Time Shift – Fantasy
Sixties
Saturday 26 June
Between the launching of Sputnik and the first man on the moon, there
was a golden age in television – Fantasy – with classics like The Avengers
and Dr Who.
The Soviet satellite bought a wave of global paranoia and the space
race created a new vision for the future, breeding a new genre of programming.
Gripping stories, peppered with good humour and naughty sexuality,
pushed further and further from reality as the storylines played on
people's fears about the sinister side of technology.
With interviews from those that made the shows such as scriptwriter
Brian Clemens, the actors who starred in them like Gerald Harper, the
critics and the fantasy TV pundits, the genre is stripped to the bones
and laid bare.
There are rare clips from gems such as Adam Adamant Lives!, Danger
Man, A for Andromeda, Dr Who, The Avengers and The Prisoner.
In the Sixties, the TV industry was booming.
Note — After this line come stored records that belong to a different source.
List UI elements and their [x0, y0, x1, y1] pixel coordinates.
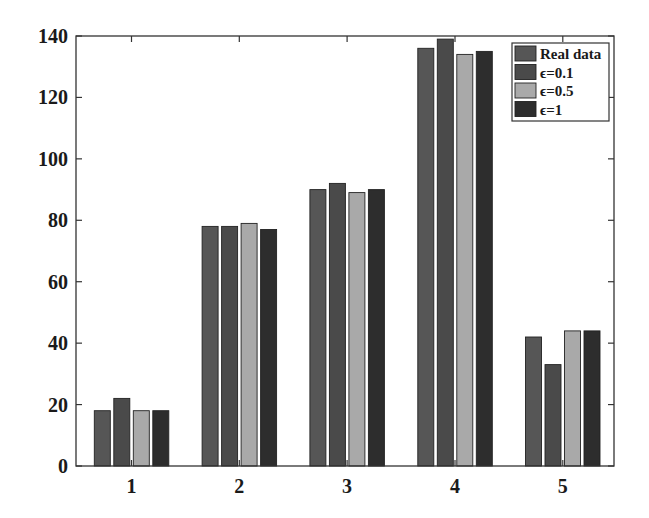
bar — [565, 331, 581, 466]
legend-swatch — [515, 83, 536, 98]
y-tick-label: 0 — [58, 455, 68, 477]
y-tick-label: 60 — [48, 271, 68, 293]
x-tick-label: 1 — [127, 475, 137, 497]
bar — [584, 331, 600, 466]
bar-group-5 — [526, 331, 601, 466]
bar-group-2 — [202, 223, 277, 466]
legend-label: ϵ=0.5 — [540, 83, 574, 99]
legend-label: ϵ=0.1 — [540, 65, 574, 81]
bar — [241, 223, 257, 466]
bar — [202, 226, 218, 466]
bar — [545, 365, 561, 466]
legend-swatch — [515, 46, 536, 61]
bar — [114, 398, 130, 466]
y-tick-label: 100 — [38, 148, 68, 170]
bar-group-3 — [310, 183, 385, 466]
bar-group-4 — [418, 39, 493, 466]
x-tick-label: 5 — [558, 475, 568, 497]
bar — [349, 193, 365, 466]
legend-label: Real data — [540, 46, 602, 62]
y-tick-label: 120 — [38, 86, 68, 108]
grouped-bar-chart: 020406080100120140 12345 Real dataϵ=0.1ϵ… — [0, 0, 649, 518]
bar — [329, 183, 345, 466]
bar — [368, 190, 384, 466]
bar — [261, 230, 277, 467]
y-tick-label: 140 — [38, 25, 68, 47]
bar — [153, 411, 169, 466]
bar-group-1 — [94, 398, 169, 466]
y-tick-label: 20 — [48, 394, 68, 416]
bar — [418, 48, 434, 466]
bar — [476, 51, 492, 466]
bar — [526, 337, 542, 466]
x-tick-label: 2 — [234, 475, 244, 497]
bar — [457, 54, 473, 466]
x-tick-label: 3 — [342, 475, 352, 497]
y-tick-label: 40 — [48, 332, 68, 354]
bar — [437, 39, 453, 466]
bar — [310, 190, 326, 466]
x-tick-label: 4 — [450, 475, 460, 497]
y-tick-label: 80 — [48, 209, 68, 231]
legend-swatch — [515, 65, 536, 80]
bar — [94, 411, 110, 466]
legend: Real dataϵ=0.1ϵ=0.5ϵ=1 — [512, 43, 609, 121]
legend-label: ϵ=1 — [540, 102, 562, 118]
x-axis: 12345 — [127, 36, 568, 497]
legend-swatch — [515, 102, 536, 117]
bar — [222, 226, 238, 466]
bar — [133, 411, 149, 466]
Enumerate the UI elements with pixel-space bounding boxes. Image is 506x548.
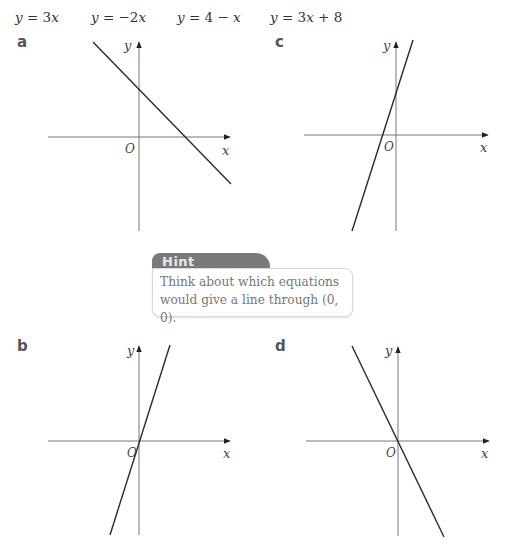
hint-box: Think about which equations would give a… [152,268,353,317]
y-axis-label: y [384,343,393,358]
graph-line [110,345,170,535]
origin-label: O [384,140,394,154]
graph-b: y x O [48,343,231,535]
graph-a: y x O [48,38,231,231]
hint-text: Think about which equations would give a… [160,273,350,327]
y-axis-label: y [382,38,391,53]
origin-label: O [127,446,137,460]
origin-label: O [386,446,396,460]
x-axis-label: x [222,143,230,158]
y-axis-label: y [126,343,135,358]
hint-title: Hint [162,254,195,269]
graph-d: y x O [306,343,489,537]
y-axis-label: y [123,38,132,53]
x-axis-label: x [223,446,231,461]
x-axis-label: x [480,140,488,155]
x-axis-label: x [481,446,489,461]
graph-line [93,42,231,184]
origin-label: O [125,142,135,156]
graph-c: y x O [304,38,488,231]
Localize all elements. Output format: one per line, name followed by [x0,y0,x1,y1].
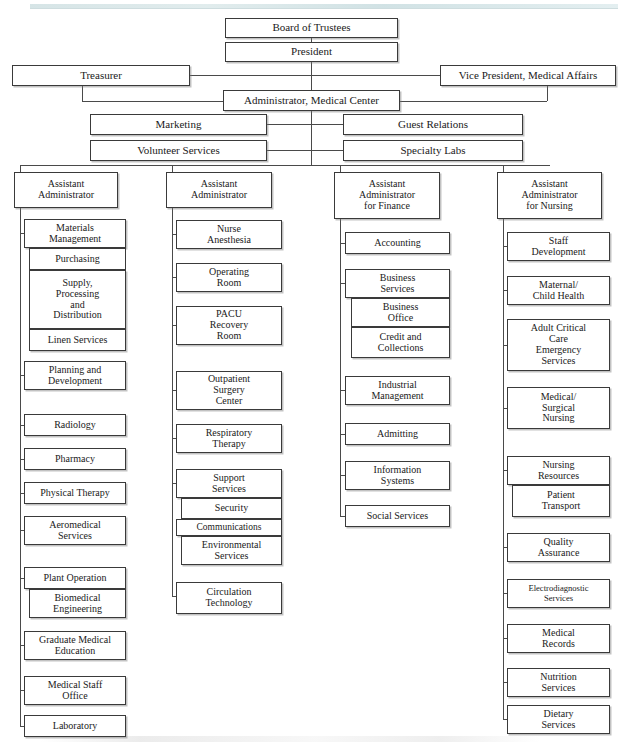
box-security[interactable]: Security [181,498,282,519]
box-label: Guest Relations [346,119,520,131]
box-label: Business Services [348,273,447,295]
box-label: Circulation Technology [179,587,279,609]
box-treasurer[interactable]: Treasurer [12,65,190,86]
box-purchasing[interactable]: Purchasing [29,248,126,270]
box-social-services[interactable]: Social Services [345,505,450,527]
box-label: Industrial Management [348,380,447,402]
box-marketing[interactable]: Marketing [90,114,267,135]
box-assistant-administrator-finance[interactable]: Assistant Administrator for Finance [334,172,440,219]
box-supply-processing-distribution[interactable]: Supply, Processing and Distribution [29,270,126,329]
box-business-office[interactable]: Business Office [351,298,450,327]
box-plant-operation[interactable]: Plant Operation [24,567,126,589]
spine-column-1 [20,208,21,726]
box-label: Quality Assurance [510,537,607,559]
box-circulation-technology[interactable]: Circulation Technology [176,582,282,614]
box-label: Adult Critical Care Emergency Services [510,323,607,366]
box-electrodiagnostic-services[interactable]: Electrodiagnostic Services [507,579,610,608]
box-label: Treasurer [15,70,187,82]
box-nursing-resources[interactable]: Nursing Resources [507,456,610,485]
box-accounting[interactable]: Accounting [345,232,450,254]
box-assistant-administrator-2[interactable]: Assistant Administrator [166,172,272,208]
box-radiology[interactable]: Radiology [24,414,126,436]
box-quality-assurance[interactable]: Quality Assurance [507,533,610,562]
box-label: Outpatient Surgery Center [179,374,279,406]
box-nurse-anesthesia[interactable]: Nurse Anesthesia [176,220,282,249]
connector-bus-drop-1 [20,165,21,172]
box-label: Volunteer Services [93,145,264,157]
box-label: Plant Operation [27,573,123,584]
box-business-services[interactable]: Business Services [345,269,450,298]
box-physical-therapy[interactable]: Physical Therapy [24,482,126,504]
box-label: Linen Services [32,335,123,346]
box-admitting[interactable]: Admitting [345,423,450,445]
box-patient-transport[interactable]: Patient Transport [512,485,610,517]
box-administrator-medical-center[interactable]: Administrator, Medical Center [223,90,400,111]
box-materials-management[interactable]: Materials Management [24,219,126,248]
box-specialty-labs[interactable]: Specialty Labs [343,140,523,161]
box-label: PACU Recovery Room [179,309,279,341]
box-operating-room[interactable]: Operating Room [176,263,282,292]
box-label: Vice President, Medical Affairs [443,70,613,82]
box-medical-records[interactable]: Medical Records [507,624,610,653]
box-industrial-management[interactable]: Industrial Management [345,376,450,405]
box-maternal-child-health[interactable]: Maternal/ Child Health [507,276,610,305]
box-label: Staff Development [510,236,607,258]
box-communications[interactable]: Communications [176,519,282,536]
box-label: Dietary Services [510,709,607,731]
box-label: Marketing [93,119,264,131]
box-label: Environmental Services [184,540,279,562]
box-information-systems[interactable]: Information Systems [345,461,450,490]
box-label: Radiology [27,420,123,431]
box-guest-relations[interactable]: Guest Relations [343,114,523,135]
box-label: Nurse Anesthesia [179,224,279,246]
box-credit-and-collections[interactable]: Credit and Collections [351,327,450,358]
box-label: Communications [179,522,279,532]
box-medical-surgical-nursing[interactable]: Medical/ Surgical Nursing [507,387,610,429]
org-chart-canvas: Board of Trustees President Treasurer Vi… [0,0,622,751]
box-label: Medical Records [510,628,607,650]
box-graduate-medical-education[interactable]: Graduate Medical Education [24,631,126,660]
connector-bus-drop-3 [340,165,341,172]
connector-bus-drop-4 [503,165,504,172]
box-label: Security [184,503,279,514]
spine-column-2 [172,208,173,596]
box-label: Maternal/ Child Health [510,280,607,302]
box-laboratory[interactable]: Laboratory [24,715,126,737]
box-dietary-services[interactable]: Dietary Services [507,705,610,734]
box-nutrition-services[interactable]: Nutrition Services [507,668,610,697]
box-label: Assistant Administrator for Finance [337,179,437,211]
connector-specialty-labs [311,150,343,151]
box-support-services[interactable]: Support Services [176,469,282,498]
connector-treasurer-elbow-v [82,85,83,101]
box-assistant-administrator-nursing[interactable]: Assistant Administrator for Nursing [497,172,602,219]
connector-marketing [267,124,311,125]
box-biomedical-engineering[interactable]: Biomedical Engineering [29,589,126,618]
box-vice-president-medical-affairs[interactable]: Vice President, Medical Affairs [440,65,616,86]
box-label: Business Office [354,302,447,324]
box-label: Specialty Labs [346,145,520,157]
box-environmental-services[interactable]: Environmental Services [181,536,282,565]
box-outpatient-surgery-center[interactable]: Outpatient Surgery Center [176,371,282,410]
box-planning-and-development[interactable]: Planning and Development [24,361,126,390]
box-respiratory-therapy[interactable]: Respiratory Therapy [176,424,282,453]
box-pharmacy[interactable]: Pharmacy [24,448,126,470]
box-label: Assistant Administrator for Nursing [500,179,599,211]
box-staff-development[interactable]: Staff Development [507,232,610,261]
box-assistant-administrator-1[interactable]: Assistant Administrator [14,172,118,208]
box-label: Pharmacy [27,454,123,465]
box-president[interactable]: President [225,42,398,62]
connector-vp-elbow-h [400,101,547,102]
box-aeromedical-services[interactable]: Aeromedical Services [24,516,126,545]
box-adult-critical-care-emergency-services[interactable]: Adult Critical Care Emergency Services [507,319,610,371]
connector-guest-relations [311,124,343,125]
box-pacu-recovery-room[interactable]: PACU Recovery Room [176,306,282,345]
connector-vp-elbow-v [547,85,548,101]
box-label: Respiratory Therapy [179,428,279,450]
connector-bus-drop-2 [172,165,173,172]
box-label: Accounting [348,238,447,249]
box-board-of-trustees[interactable]: Board of Trustees [225,18,398,38]
box-medical-staff-office[interactable]: Medical Staff Office [24,676,126,705]
box-linen-services[interactable]: Linen Services [29,329,126,351]
box-label: Nutrition Services [510,672,607,694]
box-volunteer-services[interactable]: Volunteer Services [90,140,267,161]
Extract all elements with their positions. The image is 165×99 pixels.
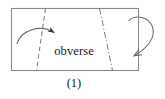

By 1968 television households
had increased by 50 per cent since the beginning of the decade and Britain's
fantasy shows' diet of leather-clad women and violence was being exported
around the globe.
The Avengers reached audiences in 120 countries - a record that still
stands today.
By the end of the decade, some storylines became more intellectual
and less conclusive.
Patrick McGoohan's The Prisoner angered so many viewers with its incomprehensible
finale that Patrick, the highest paid actor at that time, went into
hiding to escape the anger directed at him, while the production company
ATV frantically issued written explanations of the symbolism behind
the show.
Even the director, Peter Graham Scott, didn't understand the show saying:
"The script arrived and I couldn't make head or tail of it, it
was so way out."
But when Neil Armstrong became the first man to walk on the moon in
1969 and TV stations screened the real life cliff-hanger of bringing
the crew back to earth alive, setting a story in space was never going
to be pure fantasy – anything now seemed possible and the fantasy shows
dwindled out.
Sixties Films
Various transmission times through June
The image of Britain in the Sixties is irrevocably shaped by the icons
of cinema.
The Summer in the Sixties season will feature a number of classic films
from the era, including A Hard Day's Night, Alfie, Cul de Sac, Billion
Dollar Brain and Repulsion.
Plus there will be a special edition of The DVD Collection in which
Stuart Maconie makes a personal selection of the most interesting British
films of the decade, including Blow-Up and Performance, and meets some
of the key figures behind them.
Dennis Potter: The Nigel Barton Plays
TX: to be confirmed
Political controversy has always dogged the 91Èȱ¬ and these early classics
by playwright Dennis Potter are a case in point.
Highly autobiographical, Stand Up, Nigel Barton and Vote, Vote, Vote
for Nigel Barton chronicle a young man's journey from student activism
to his attempt to stand for parliament as a Labour candidate in a safe
Conservative seat.
Potter's depiction of a manipulative party agent dismayed 91Èȱ¬ executives
and led to a controversial re-write.
As an early tribute to mark the tenth anniversary of Potter's death,
91Èȱ¬ FOUR will screen these two famous but rarely-seen dramas alongside
a new programme exploring the controversy they provoked.